I remember as a child looking back at photo books and photos and stuff like that as us as children and how we've kind of grown and stuff like that. But I think the other challenge that came up is, like I said before, I grew up in the film world and the biggest challenge was changing from film to digital and doing the actual digital photography as a professional wise was. One of the fun parts is I actually went online and I found a school that I could, you know, recapture. I took some years off so I had to go back and, you know, just re-educate myself. So that was one of the biggest challenge in about 10 years ago was I just went back to school and I started doing this as a digital world of learning and then ended up going on to get my certification in photography.

Speaker 2:

And then you kind of go to some conferences, some unique conferences that are named very unique, so maybe you can share that with me.

Speaker 3:

Well, so I just got back two weeks ago from Mars, so, and I'll tell you, mars was brutal. This year Every other person in Mars you know class got to go to class at 8 o'clock in the morning and we had to get up at 3.30 in the morning to be in a car at 4.30 in the morning and to end up on this picture perfect island when the sun rose out in Maryland. So MAR stands for Mid-Atlanta Regional School and it is a photography school. That is a continuous education. So being certified, I have to continue doing educational classes and stuff like that and continuous learning.

Speaker 3:

And this year was a nature photography class and I'll tell you it was brutal because the sun rises I'm on the East Coast and so we are getting up even earlier than what we do here in the Central and then on top of that, then they say, hey, we've got this really unique, fun thing we're going to do in the evening when the sun goes down, and that's called light painting. I've got another part that I want to try in my and you know, coming up that would be some really cool photos and stuff with some seniors is by doing some light painting in that and that's just basically a taking some lights behind somebody, but it's got to be. Everything is dark and you just swing lights behind them and you create some really good unique visions from behind them and then they're kind of like in the silhouette and stuff like that.

Speaker 2:

But it's really cool stuff that I've learned um this year in my classes and stuff like that at mars well, rest assured, when you first told me that I was all ready to give nasa a call, make sure they bring you back, because we need you back here on earth.
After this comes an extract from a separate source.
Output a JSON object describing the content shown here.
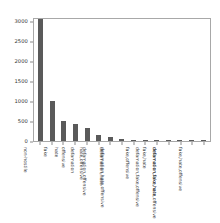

So, um, that was when you told me that I I guess every time we get together, I think of Mars. I'm going wow, she went to Mars. That's pretty cool. Well, for everybody here that can't get to Mars, why don't you share how they get a hold of you and how they can set up a photo shoot with you?

Speaker 3:

Well, so there's a couple different ways to get a hold of me. One is you could always go to my website, which my website is, tm by Melissa and photography dot com phone call and I usually will pick up within that first 24 hours, and that is at number 612-817-3065.

Speaker 2:

Treasured memories. I love it, and that's what we're going to have today. I really appreciate this, and I hope everybody else does too, because we can all take a trip to Mars anytime. Thanks, melissa, I appreciate you very much. Have a great, great day.

Speaker 1:

Thanks for listening to the Good Neighbor podcast South of the River. To nominate your favorite local businesses to be featured on the show, go to GNPSouthoftherivercom. That to GNPSouthoftherivercom. That's GNPSouthoftherivercom, or call 952-592-3737.